Chapter 4. Eviction Policies

4.1.

Does JBoss Cache support eviction policies?

Yes. JBoss Cache currently implements a LRU eviction policy for both TreeCache ( org.jboss.cache.eviction.LRUPolicy ) and PojoCache ( org.jboss.cache.aop.eviction.AopLRUPolicy ). Users can also plug in their own eviction policy algorithms. See user manual for details. Currently there is user-contributed policy called FIFOPolicy that evicts the node based on FIFO principle only.

4.2.

Why can't I use org.jboss.cache.eviction.LRUPolicy for PojoCache as well?

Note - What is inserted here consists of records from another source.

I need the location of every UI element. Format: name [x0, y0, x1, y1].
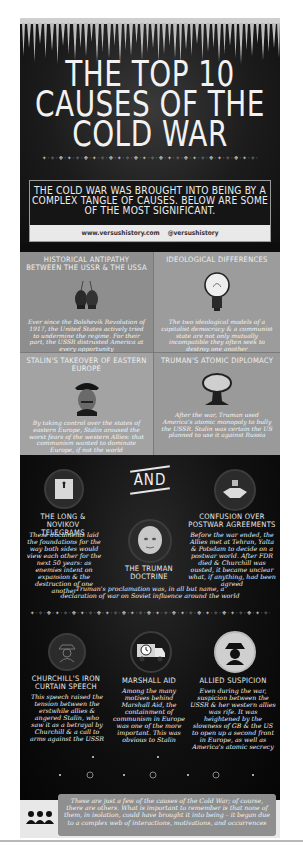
url-bar: www.versushistory.com @versushistory: [30, 225, 270, 241]
boxing-gloves-icon: [26, 276, 147, 316]
star-dots-decoration: [20, 755, 280, 779]
dark-section: AND The Long & Novikov Telegrams These d…: [20, 455, 280, 800]
spy-hat-icon: [214, 631, 256, 673]
cause-historical-antipathy: Historical Antipathy Between the USSR & …: [20, 252, 153, 352]
marshall-aid-title: Marshall Aid: [112, 677, 186, 685]
churchill-body: This speech raised the tension between t…: [28, 693, 106, 742]
truman-doctrine-title: The Truman Doctrine: [114, 565, 184, 581]
cause-truman-atomic-diplomacy: Truman's Atomic Diplomacy After the war,…: [153, 352, 280, 455]
twitter-handle[interactable]: @versushistory: [168, 229, 219, 237]
confusion-body: Before the war ended, the Allies met at …: [188, 531, 276, 587]
cause-title: Stalin's Takeover of Eastern Europe: [26, 357, 147, 373]
group-people-icon: [26, 810, 54, 830]
document-icon: [44, 469, 84, 509]
handshake-icon: [214, 469, 256, 511]
cause-body: After the war, Truman used America's ato…: [160, 412, 274, 439]
cause-body: Ever since the Bolshevik Revolution of 1…: [26, 319, 147, 353]
ornament-divider: ✦·✧·❖·✦·✧·❖·✦·✧·❖·✦·✧·❖·✦·✧·❖·✦·✧·❖·✦·✧·…: [42, 155, 258, 161]
confusion-title: Confusion Over Postwar Agreements: [186, 513, 278, 529]
allied-suspicion-title: Allied Suspicion: [190, 677, 276, 685]
allied-suspicion-body: Even during the war, suspicion between t…: [190, 687, 276, 750]
title-line-3: COLD WAR: [20, 116, 280, 151]
delivery-truck-clock-icon: [130, 631, 172, 673]
header: THE TOP 10 CAUSES OF THE COLD WAR ✦·✧·❖·…: [20, 18, 280, 243]
page-title: THE TOP 10 CAUSES OF THE COLD WAR: [20, 58, 280, 148]
cause-title: Truman's Atomic Diplomacy: [160, 357, 274, 365]
cause-ideological-differences: Ideological Differences The two ideologi…: [153, 252, 280, 352]
stalin-portrait-icon: [26, 377, 147, 417]
lightbulb-icon: [160, 268, 274, 316]
causes-grid: Historical Antipathy Between the USSR & …: [20, 252, 280, 455]
cause-stalin-takeover: Stalin's Takeover of Eastern Europe By t…: [20, 352, 153, 455]
and-label: AND: [128, 467, 172, 493]
bottom-divider: [0, 840, 303, 842]
intro-text: THE COLD WAR WAS BROUGHT INTO BEING BY A…: [30, 181, 270, 216]
cause-title: Ideological Differences: [160, 256, 274, 264]
website-link[interactable]: www.versushistory.com: [82, 229, 160, 237]
cause-body: The two ideological models of a capitali…: [160, 319, 274, 353]
cause-title: Historical Antipathy Between the USSR & …: [26, 256, 147, 272]
churchill-title: Churchill's Iron Curtain Speech: [26, 675, 106, 691]
infographic: THE TOP 10 CAUSES OF THE COLD WAR ✦·✧·❖·…: [20, 18, 280, 838]
spy-silhouette-icon: [48, 633, 86, 671]
truman-portrait-icon: [128, 519, 172, 563]
cause-body: By taking control over the states of eas…: [26, 420, 147, 454]
truman-doctrine-body: Truman's proclamation was, in all but na…: [60, 585, 240, 599]
footer: These are just a few of the causes of th…: [20, 800, 280, 838]
intro-box: THE COLD WAR WAS BROUGHT INTO BEING BY A…: [29, 180, 271, 242]
ornament-divider: ✦·✧·❖·✦·✧·❖·✦·✧·❖·✦·✧·❖·✦·✧·❖·✦·✧·❖·✦·✧·…: [30, 610, 270, 616]
footer-note: These are just a few of the causes of th…: [58, 794, 276, 836]
mushroom-cloud-icon: [160, 369, 274, 409]
marshall-aid-body: Among the many motives behind Marshall A…: [112, 687, 186, 743]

For PojoCache, you will need to use org.jboss.cache.aop.eviction.AopLRUPolicy ) because AOP has its eviction algorithm, although is LRU but has totally different notion of an "object", for example.

4.3.

Does JBoss Cache's implemented LRU eviction policy operates in replication mode?

Yes and no. :-)

The LRU policy only operates in local mode. That is, nodes are only evicted locally. This may cause the cache contents not to be synchronized temporarily. But when a user tries to obtain the cached contents of an evicted node and finds out that is null (e.g., get returns null), it should get it from the other data source and re-populate the data in the cache. During this moment, the node content will be propagated and the cache content will be in sync.

However, you still can run eviction policies with cache mode set to either REPL_SYNC or REPL_ASYNC . Depending on your use case, you can set multiple cache instances to have their own eviction policy (which are applied locally) or just have selected instances with eviction policies activated.

Also note that, with cache loader option, a locally evicted node can also be persisted to the backend store and a user can retrieve it from the store later on.

4.4.

Does JBoss Cache support Region ?

Yes. JBoss Cache has the notion of region where a user can configure the eviction policy parameters (e.g., maxNodes or timeToIdleSeconds )

A region in JBoss Cache denotes a portion of tree hierarchy, e.g., a fully qualified name ( FQN ). For example, a user can define /org/jboss and /org/foocom as two separate regions. But note that you can configure the region programmatically now, i.e., everything has to be configured through the xml file.

4.5.

What are the EvictionPolicyConfig tag parameters for org.jboss.cache.eviction.LRUPolicy ?

They are:

Table 4.1. Parameters

wakeUpIntervalInSecondsInterval where the clean up thread wakes to process the sitting queue and sweep away the old data.
regionA area where each eviction policy parameters are specified. Note that it needs a minimum of /_default region.
maxNodesMax number of nodes allowed in the eviction queue. 0 means no limit.
timeToLiveInSecondsAge (in seconds) for the node to be evicted in the queue. 0 denotes no limit.
4.6.

I have turned on the eviction policy, why do I still get "out of memory" (OOM) exception?

OOM can happen when the speed of cache access exceeds the speed of eviction policy handling timer. Eviction policy handler will wake up every wakeUpIntervalInSeconds seconds to process the eviction event queue. And the queue size is fixed at 20000 now. So when the queue size is full, it will create a backlog and cause OOM to happen unless the eviction timer catches up. To address this problem, in addition to increase the VM heap size, you can also reduce the wakeUpIntervaleInSeconds so the timer thread processes the queue more frequently.

We will also externalize the queue size so it will be configurable in the next release.